Photo by Truthout.org via flickr.

When health policy experts talk about ways to improve how Medicare and commercial health plans pay for care, they often recommend eliminating what’s called the site-of-service payment differential.

This differential allows hospitals to charge more than physicians can charge for doing the same service, in part because hospitals have more overhead.

For patients, the difference can affect whether a copayment is low if care is delivered in a doctor’s office or high if the service is done in a hospital.

In a recent article for The Upshot blog in The New York Times, Margot Sanger-Katz explained why this rule is important to patients and what the Obama administration and the federal Department of Health and Human Services have proposed to eliminate this payment differential. A new AHCJ tip sheet explains why journalists might want to cover this issue when hospitals acquire physician groups.

For the second straight year, HHS has recommended changing this payment rule. Last year, providers lobbied against the proposal, and it was dropped. But it’s back again this year, and Sanger-Katz predicts it has a chance of being implemented because it could save almost $30 billion over 10 years.

Sanger-Katz explains why this issue is important to consumers and perhaps galling as well.

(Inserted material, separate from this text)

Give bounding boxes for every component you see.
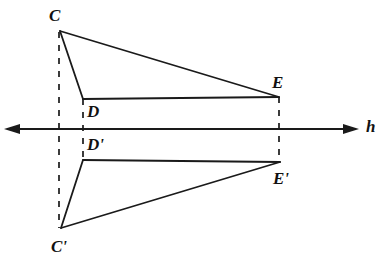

For more information on the site of service payment rules, see our blog post on this topic from last year. This HealthAffairs issue brief from the Robert Wood Johnson Foundation explains the origins of differential payments and various approaches for eliminating them. And The Medicare Claims Processing Manual lists the sites where hospitals can charge more than physicians can charge.

Joseph Burns

Joseph Burns is AHCJ’s health beat leader for health policy. He’s an independent journalist based in Brewster, Mass., who has covered health care, health policy and the business of care since 1991.